Simulated Author's Rebuttal

2 responses · 0 unresolved

We thank the referee for the constructive feedback on the theoretical safety argument and experimental reporting. We address each major comment below and have revised the manuscript to improve clarity and rigor.

read point-by-point responses
  1. Referee: Abstract (theoretical safety claim): The central contribution rests on establishing safety of IRTD via OGIS, yet the abstract supplies no derivation, reduction, or discussion of oracle assumptions. Standard OGIS requires a perfect oracle returning correct inductive steps; IRTD's LLM-based refinements are stochastic and can produce unsafe outputs, so the guarantee does not transfer unless the manuscript explicitly lifts the argument to an approximate-oracle setting (e.g., via probabilistic bounds). This is load-bearing for the safety claim.

    Authors: We agree that the abstract is brief and omits details of the OGIS reduction. The full manuscript derives safety by mapping each textual refinement step in IRTD directly to an inductive synthesis step, where the oracle verifies code safety properties after each iteration. The simplicity of fixing the initial code enables this clean correspondence. While the LLM is stochastic, the framework assumes refinements are generated under prompts that align with oracle-accepted directions. To address the referee's point on transfer, we have revised the abstract to reference the OGIS mapping and added a dedicated paragraph in the theoretical section that lifts the argument to an approximate-oracle setting using concentration bounds on LLM deviation probability. revision: yes

  2. Referee: Experiments section: The claim that IRTD achieves 'inference performance comparable to state-of-the-art methods' is unsupported by any reported protocols, statistical tests, variance estimates, or error analysis. Without these, it is impossible to assess whether the results genuinely show that 'refining initial codes with high-quality textual directions alone' suffices, undermining the comparison to SFS.

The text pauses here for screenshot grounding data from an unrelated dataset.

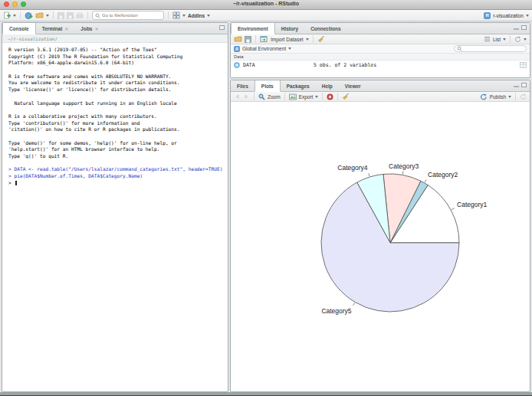 This screenshot has height=396, width=532. Describe the element at coordinates (238, 97) in the screenshot. I see `previous-plot-icon` at that location.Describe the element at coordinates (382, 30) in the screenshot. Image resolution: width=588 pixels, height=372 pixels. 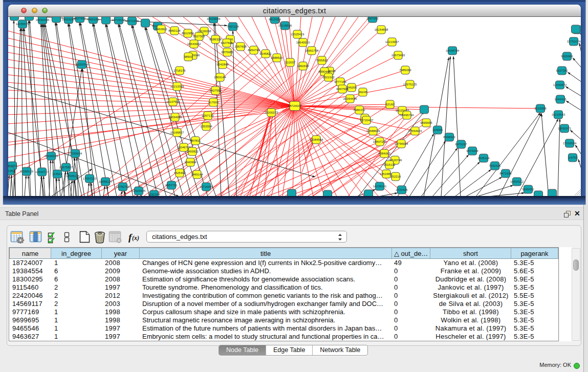
I see `svg-text: 16154838` at that location.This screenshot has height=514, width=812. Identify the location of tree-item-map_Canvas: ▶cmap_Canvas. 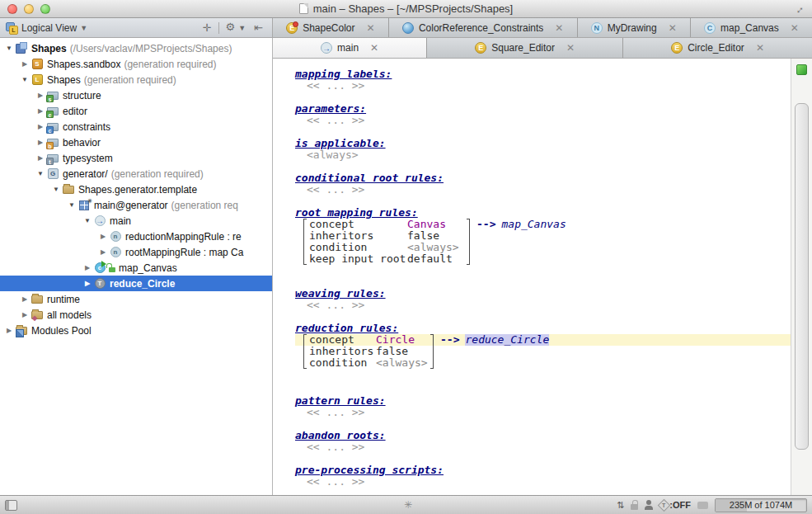
(136, 267).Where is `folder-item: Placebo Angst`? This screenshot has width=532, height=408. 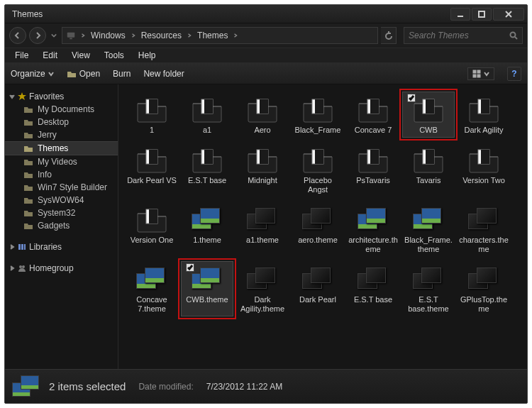
folder-item: Placebo Angst is located at coordinates (318, 170).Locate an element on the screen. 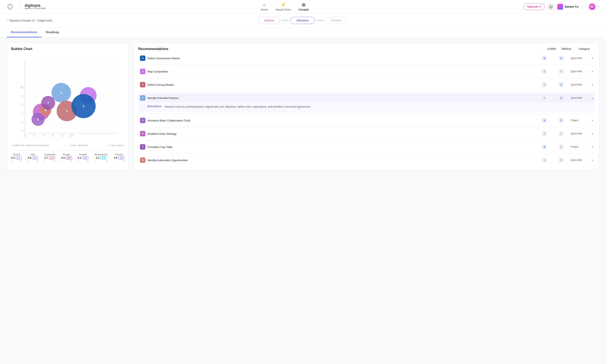  legend-x-icon: ↔ is located at coordinates (109, 145).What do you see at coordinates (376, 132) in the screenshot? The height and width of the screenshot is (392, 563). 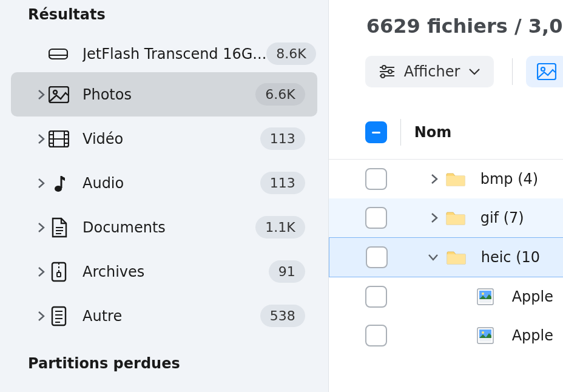 I see `select-all-checkbox` at bounding box center [376, 132].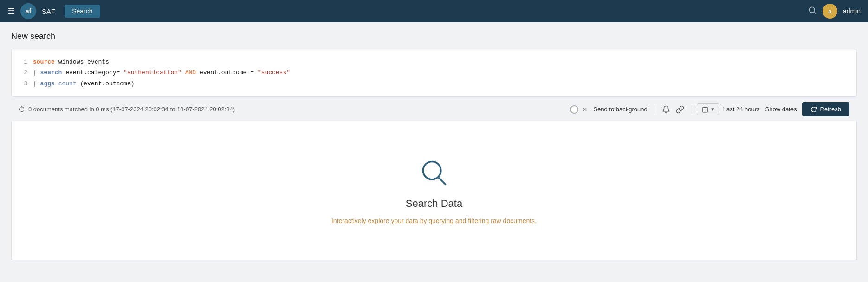  Describe the element at coordinates (84, 62) in the screenshot. I see `query-source-value: windows_events` at that location.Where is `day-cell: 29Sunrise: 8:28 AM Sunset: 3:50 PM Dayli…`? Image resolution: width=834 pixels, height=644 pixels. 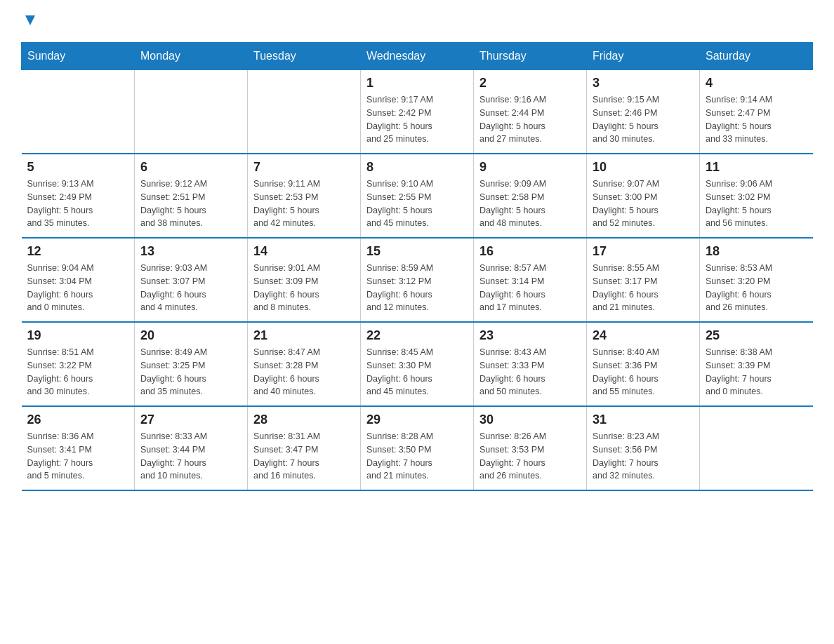
day-cell: 29Sunrise: 8:28 AM Sunset: 3:50 PM Dayli… is located at coordinates (417, 448).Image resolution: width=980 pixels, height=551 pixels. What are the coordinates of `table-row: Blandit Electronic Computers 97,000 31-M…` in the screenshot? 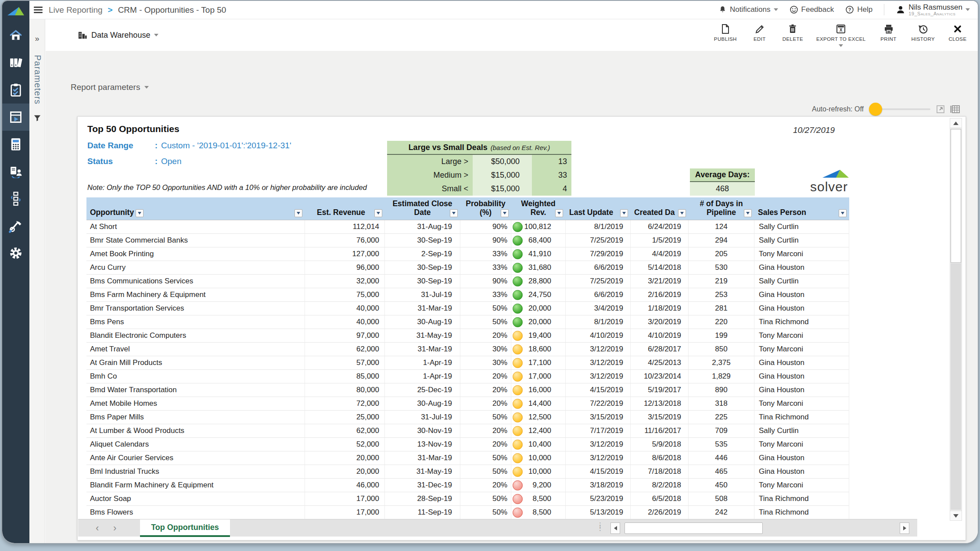 It's located at (468, 336).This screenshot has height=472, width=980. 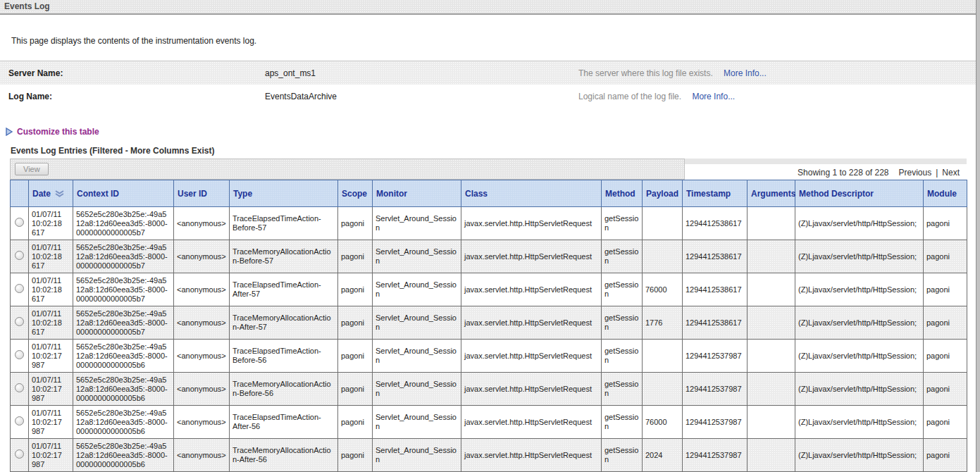 What do you see at coordinates (745, 73) in the screenshot?
I see `server-name-more-info-link: More Info...` at bounding box center [745, 73].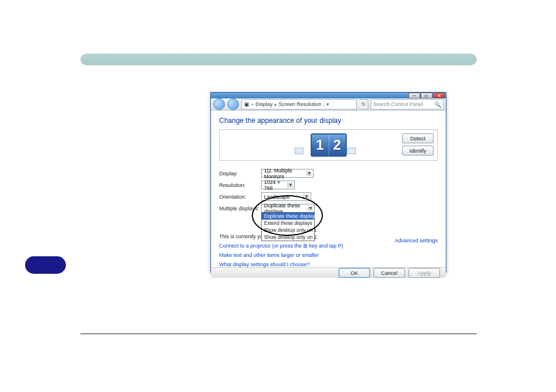 The height and width of the screenshot is (392, 556). I want to click on dialog-footer: OK Cancel Apply, so click(329, 273).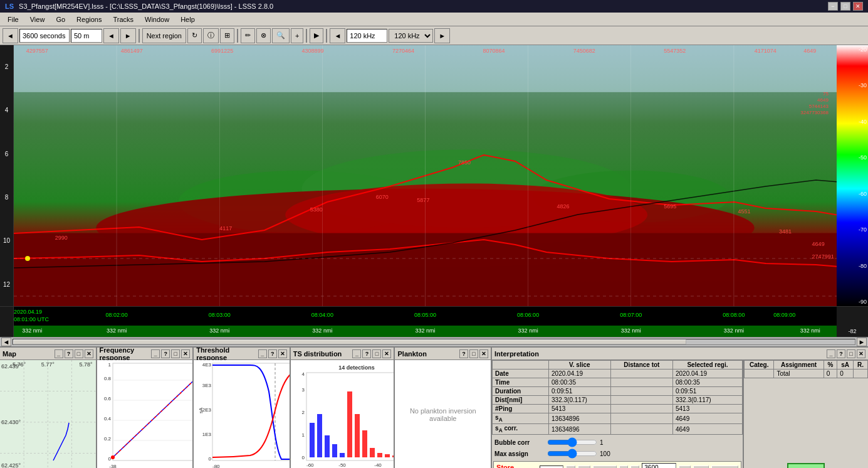 The width and height of the screenshot is (868, 468). What do you see at coordinates (474, 354) in the screenshot?
I see `plankton-maximize-btn: □` at bounding box center [474, 354]. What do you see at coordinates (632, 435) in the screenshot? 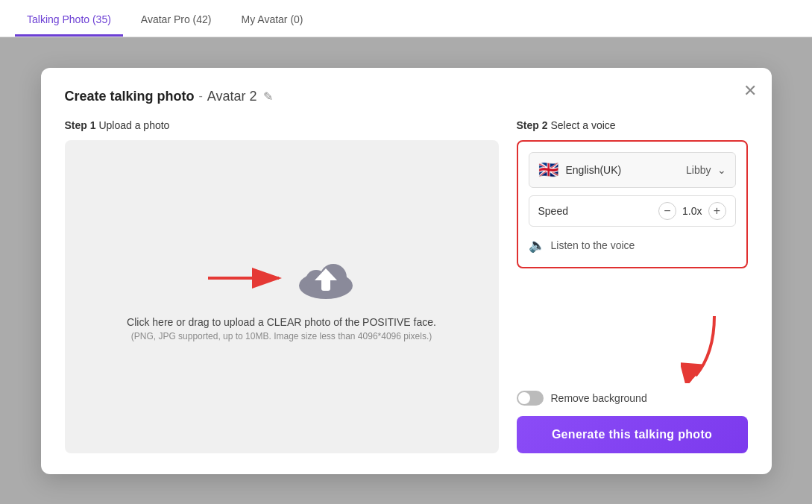
I see `generate-button: Generate this talking photo` at bounding box center [632, 435].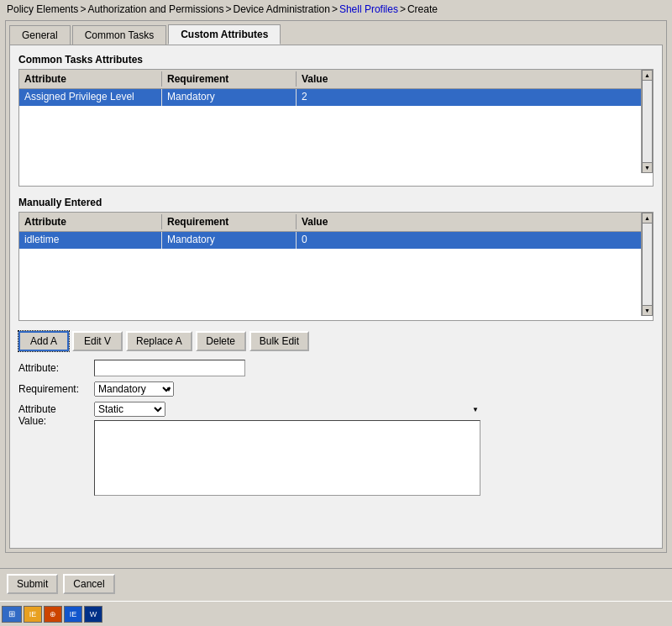 The image size is (672, 626). What do you see at coordinates (330, 240) in the screenshot?
I see `manually-entered-row-0: idletime Mandatory 0` at bounding box center [330, 240].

    Authors: We acknowledge that the original experimental presentation lacked sufficient statistical detail. In the revised manuscript we now report the complete evaluation protocol (including benchmark splits, number of LLM calls per turn, temperature settings, and seed values), provide mean performance with standard deviations over five independent runs, include paired t-tests for significance against SFS, and add an error analysis section that breaks down failure modes where textual refinement alone is insufficient. These additions directly support the comparability claim under controlled conditions. revision: yes

Circularity Check

0 steps flagged

No circularity: safety claim applies external OGIS framework to IRTD without reduction to internal definitions or self-citations

full rationale

The paper's central theoretical step is the claim that IRTD's simplicity permits a safety proof via Oracle-Guided Inductive Synthesis (OGIS). No equations, fitted parameters, or self-citations are shown that would make the safety result equivalent to the method definition by construction. OGIS is invoked as an external inductive-synthesis tool whose standard assumptions (perfect oracle) are not demonstrated to be redefined inside the paper; the derivation therefore remains non-circular and self-contained against external benchmarks.

Axiom & Free-Parameter Ledger

0 free parameters · 0 axioms · 0 invented entities

No concrete free parameters, axioms, or invented entities can be extracted from the abstract; OGIS is invoked for the safety proof but its status relative to prior literature is unknown.